Daniel Szalkiewicz & Associates, P.C., et al. v. Vivian Liu (also known as Vivian Xuanfei Liu, also known as Xuanfei Liu)
Attorneys and Parties
Brief Summary
Dispute between a law firm and a former client over negative online reviews and a domain name using the attorney's personal name; issues include attorney-client privilege waiver, New York anti-SLAPP, and federal cybersquatting/cyberpiracy.
The trial court found defendant waived attorney-client privilege by selectively disclosing privileged communications, denied defendant's motion to strike filings, allowed plaintiffs to amend (including a prompt correction), and denied defendant's motion to dismiss.
On appeal, only the tortious interference claims were dismissed; all other rulings were affirmed.
Tortious interference claims lacked essential elements (no identified contract or targeted interference and conduct not solely malicious). Anti-SLAPP applied to claims arising from online reviews and the domain, triggering CPLR 3211(g)(1) [anti-SLAPP special motion to dismiss standard requiring the plaintiff to show a substantial basis in law], under which tortious interference failed but federal cyber statutes had a triable basis. Defendant waived privilege by placing attorney advice at issue and selectively disclosing communications; limited invasion of privilege was therefore permitted to test the claims. Other claims (intentional infliction of emotional distress and Civil Rights Law § 79-n) were not based on public statements in a public forum and were not addressed on the merits by defendant, so they were not dismissed.
Background
Plaintiffs, a law firm and related parties, sued a former client, Vivian Liu, alleging she posted negative online reviews and registered a website using the individual plaintiff attorney's name as the domain, asserting tortious interference, claims under federal cyber statutes, and other torts. Defendant moved to dismiss and sought to strike filings as violating attorney-client privilege, while plaintiffs sought to amend and argued defendant had waived privilege by publicly filing communications about counsel's advice.
Lower Court Decision
The Supreme Court, New York County, held that defendant waived the attorney-client privilege by selectively disclosing and placing counsel's advice in issue, denied defendant's motion to strike under CPLR 3024(b) [motion to strike scandalous or prejudicial matter], allowed plaintiffs to amend as of right under CPLR 3025(a) [amendment of pleadings as of right] and to further amend under CPLR 3025(b) [leave to amend], and denied defendant's motion to dismiss while applying the pending dismissal motion to the operative amended complaint.

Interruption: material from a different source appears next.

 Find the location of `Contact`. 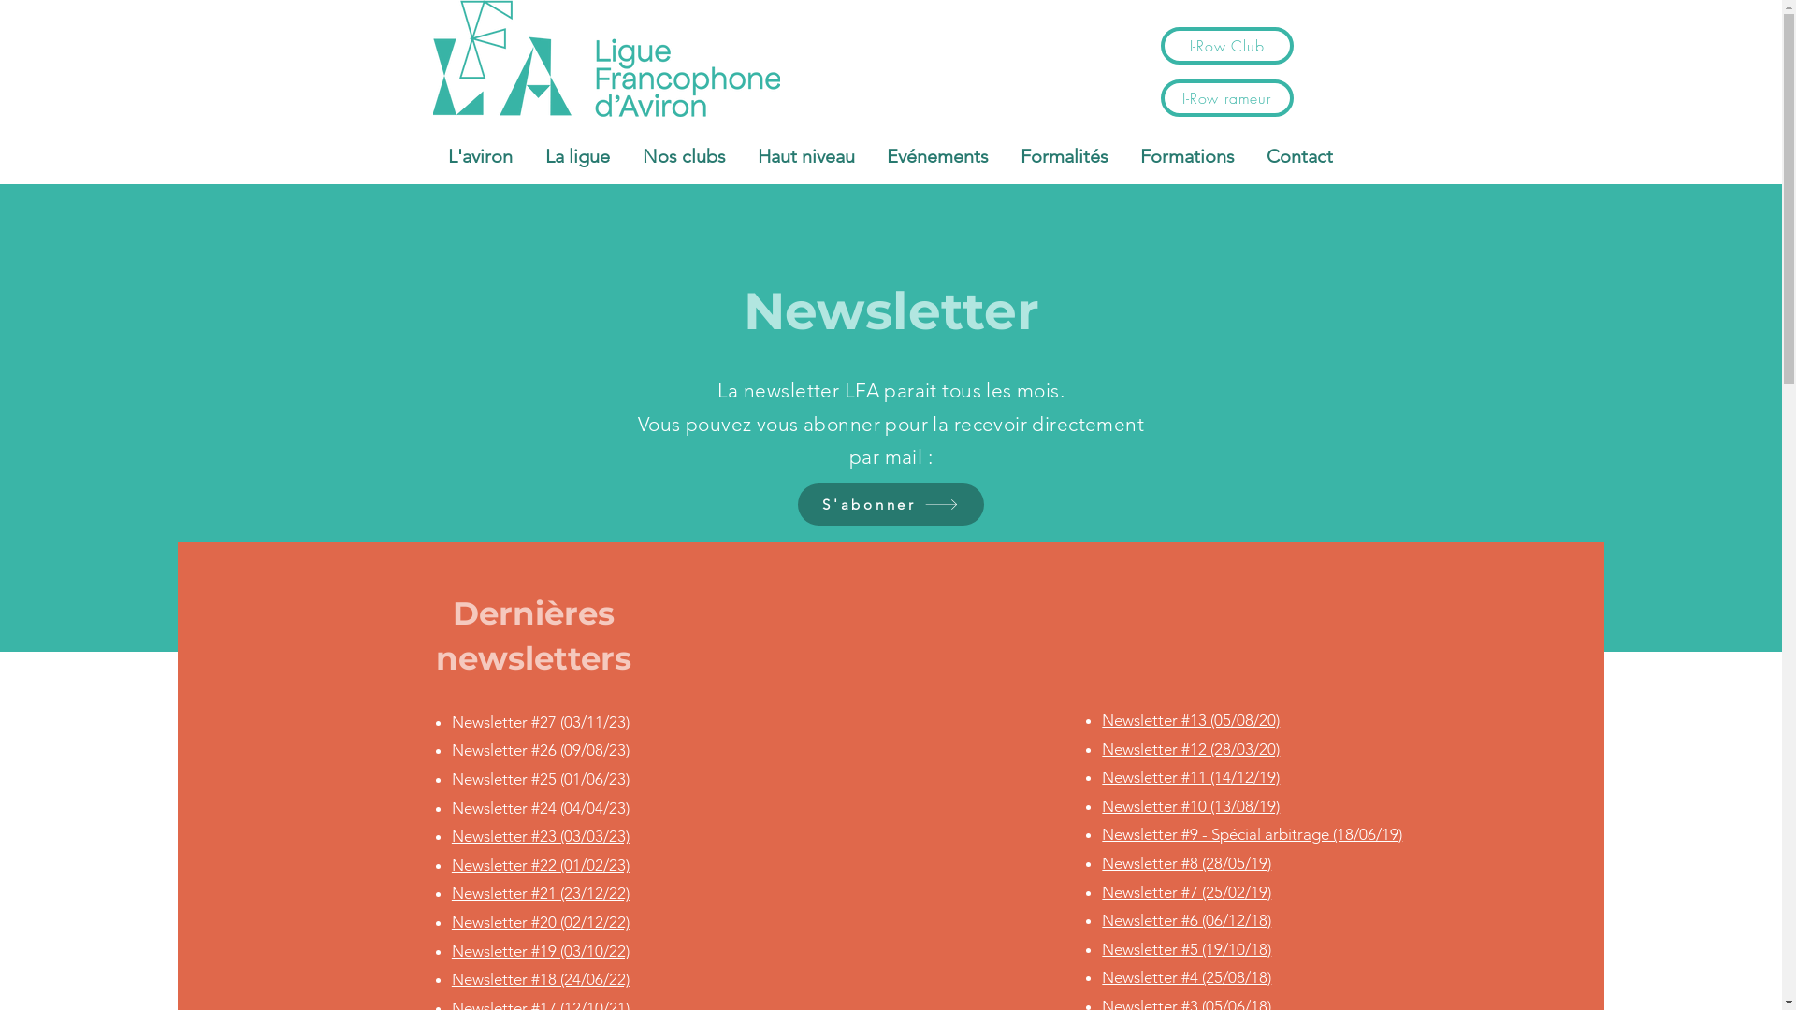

Appellate Division Reversal
The Appellate Division modified by dismissing the tortious interference with contract and tortious interference with prospective economic advantage claims for failure to state a claim. The court otherwise affirmed: (1) privilege was waived by defendant’s selective disclosure and issue-injection; (2) the motion to strike was properly denied; (3) amendment rulings were proper and the motion to dismiss was correctly applied to the amended complaint; (4) anti-SLAPP applied to claims based on online reviews and the domain, requiring plaintiffs to show a substantial basis in law under CPLR 3211(g)(1) [anti-SLAPP special motion to dismiss standard requiring the plaintiff to show a substantial basis in law] and Civil Rights Law § 76-a(1) [defines actions involving public petition or participation], which plaintiffs failed to do for tortious interference but satisfied for the federal claims; and (5) the federal cyber claims presented triable issues regarding intent to profit under 15 USC § 8131(a) [cyberpiracy protection for personal names—prohibits registering a domain name with the intent to profit from another's personal name] and bad faith under 15 USC § 1125(d) [Anticybersquatting Consumer Protection Act—cybersquatting with bad-faith intent]. The court declined to dismiss claims for intentional infliction of emotional distress and Civil Rights Law § 79-n, noting they were not based on public statements in a public forum and were not substantively challenged.
Legal Significance
The decision reinforces that selective disclosure of privileged communications in public filings waives attorney-client privilege and can justify limited discovery into those communications. It confirms the anti-SLAPP framework applies to online reviews and domain-based speech targeting a business, imposing an elevated burden on plaintiffs at the pleadings stage to demonstrate a substantial basis in law. It also underscores strict pleading requirements for tortious interference, including identification of a specific contract or targeted third party and the need to show conduct motivated solely by malice for prospective advantage claims, while recognizing the viability of federal cybersquatting and personal-name cyberpiracy claims at an early stage.
On an anti-SLAPP motion, generalized allegations of reputational harm from online reviews are insufficient to sustain tortious interference claims, especially without specific third-party targets or solely malicious conduct; selective disclosure waives privilege, and federal cybersquatting/personal-name cyberpiracy claims can proceed where intent to profit and bad faith are plausibly shown.